Yes, of course. But does it matter? You will never have huge mammoth herds. At best a few zoos get one. If the offspring shows defects, it just isn't used for breeding.

Population bottlenecks happen and happened naturally:
http://en.wikipedia.org/wiki/Population_bottleneck
Species still survived. Some without human intervention.

Re: Always wondered (Score: 1)

by richardnixon@pipedot.org on 2014-11-21 15:35 (#2V51)

My mind immediately wondered what they would taste like...

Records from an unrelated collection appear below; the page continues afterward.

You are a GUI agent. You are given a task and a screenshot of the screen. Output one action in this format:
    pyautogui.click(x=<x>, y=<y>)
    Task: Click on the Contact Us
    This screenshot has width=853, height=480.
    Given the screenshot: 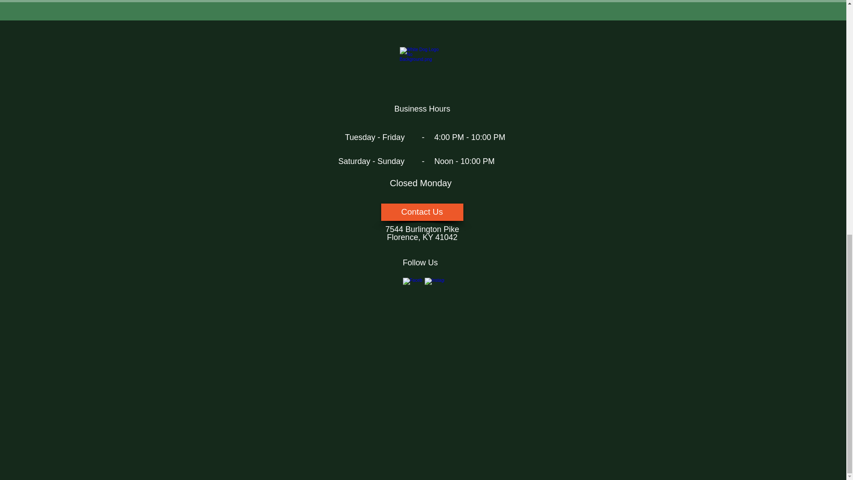 What is the action you would take?
    pyautogui.click(x=422, y=212)
     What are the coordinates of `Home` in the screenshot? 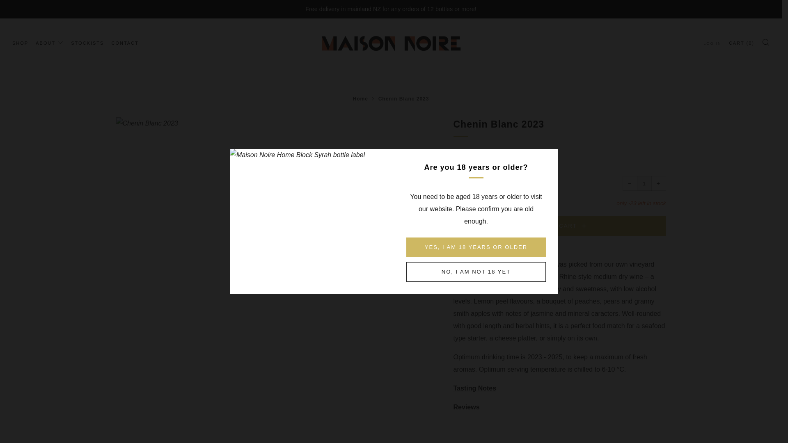 It's located at (360, 99).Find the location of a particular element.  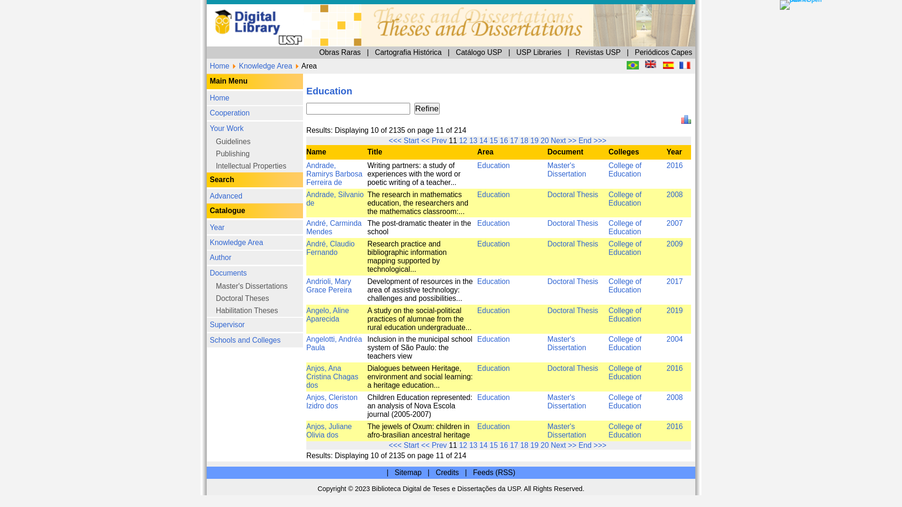

JoomlaWorks Simple Image Rotator is located at coordinates (495, 20).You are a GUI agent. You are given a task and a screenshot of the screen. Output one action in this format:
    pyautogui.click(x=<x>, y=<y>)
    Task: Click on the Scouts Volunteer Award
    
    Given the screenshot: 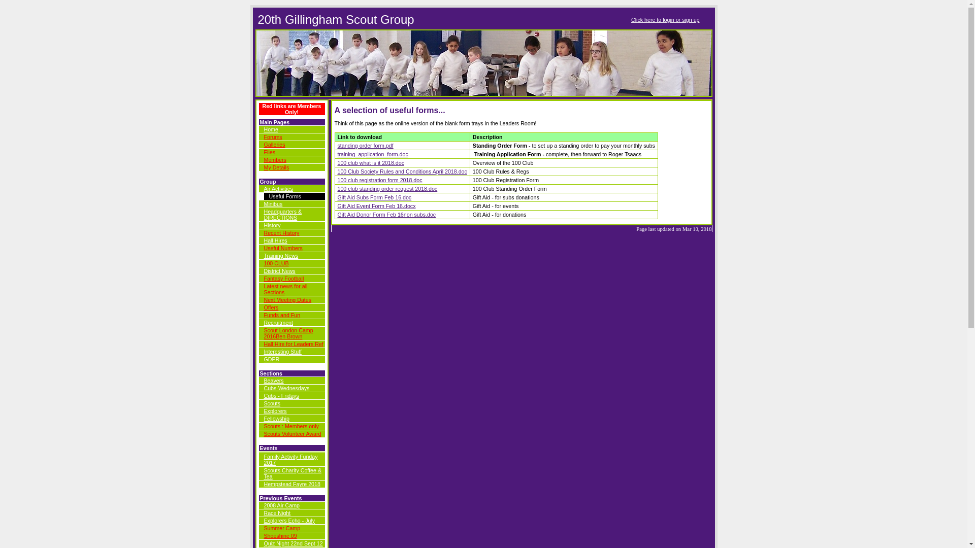 What is the action you would take?
    pyautogui.click(x=292, y=434)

Re: Always wondered (Score: 1)

by tanuki64@pipedot.org on 2014-11-21 16:03 (#2V53)

Erm... I must lie to say that this didn't cross my mind. But only for a second. ;-)

Re: Always wondered (Score: 1)

by richardnixon@pipedot.org on 2014-11-24 14:45 (#2V7T)

Is it "bad" that whenever I hear about this artificial meat that's being grown in labs, I hope "people-flavored" is one of the meats that makes it to market?

Re: Always wondered (Score: 1)

by tanuki64@pipedot.org on 2014-11-24 15:03 (#2V7Z)

Bad? Depends on whom you ask.

http://www.telegraph.co.uk/news/worldnews/europe/netherlands/8972949/Dutch-cannibal-TV-presenters-insist-they-did-eat-each-others-flesh.html
http://www.odditycentral.com/funny/dutch-television-hosts-to-eat-each-others-flesh-on-live-tv.html

Some just call it 'crazy'. Above reality....
... below fiction:
The idea of lab grown human flesh for consumption isn't new:
http://en.wikipedia.org/wiki/Antiviral_%28film%29

I must say, I am curious, but definitely not that curious. Pass.

Why not? (Score: 1)

by venkman@pipedot.org on 2014-11-21 14:33 (#2V50)

Go for it! And when I'm a rockstar, I'll buy one--it would be very metal. Unfortunately for the time being, cloned mammoths and my rockstar dreams are equally unlikely.